When the San Jos mine collapsed outside of Copiap, Chile, in August 2010, it trapped thirty-three miners beneath thousands of feet of rock for a record-breaking sixty-nine days. The entire world watched what transpired above-ground during the grueling and protracted rescue, but the saga of the miners' experiences below the Earth's surfaceand the lives that led them therehas never been heard until now.
For Deep Down Dark, the Pulitzer Prizewinning journalist Hctor Tobar received exclusive access to the miners and their tales. These thirty-three men came to think of the mine, a cavern inflicting constant and thundering aural torment, as a kind of coffin, and as a church where they sought redemption through prayer. Even while still buried, they all agreed that if by some miracle any of them escaped alive, they would share their story only collectively. Hctor Tobar was the person they chose to hear, and now to tell, that story.

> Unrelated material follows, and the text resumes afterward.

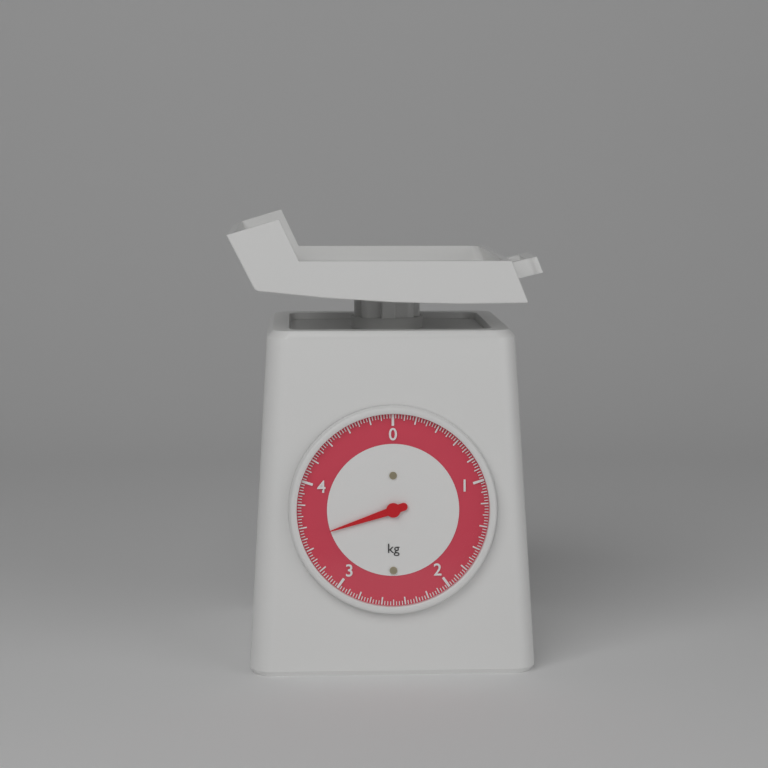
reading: 3.500 kg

The result is a masterwork or narrative journalisma riveting, at times shocking, emotionally textured account of a singular human event. A New York Times bestseller, Deep Down Dark brings to haunting, tactile life the experience of being imprisoned inside a mountain of stone, the horror of being slowly consumed by hunger, and the spiritual and mystical elements that surrounded working in such a dangerous place. In its stirring final chapters, it captures the profound way in which the lives of everyone involved in the disaster were forever changed.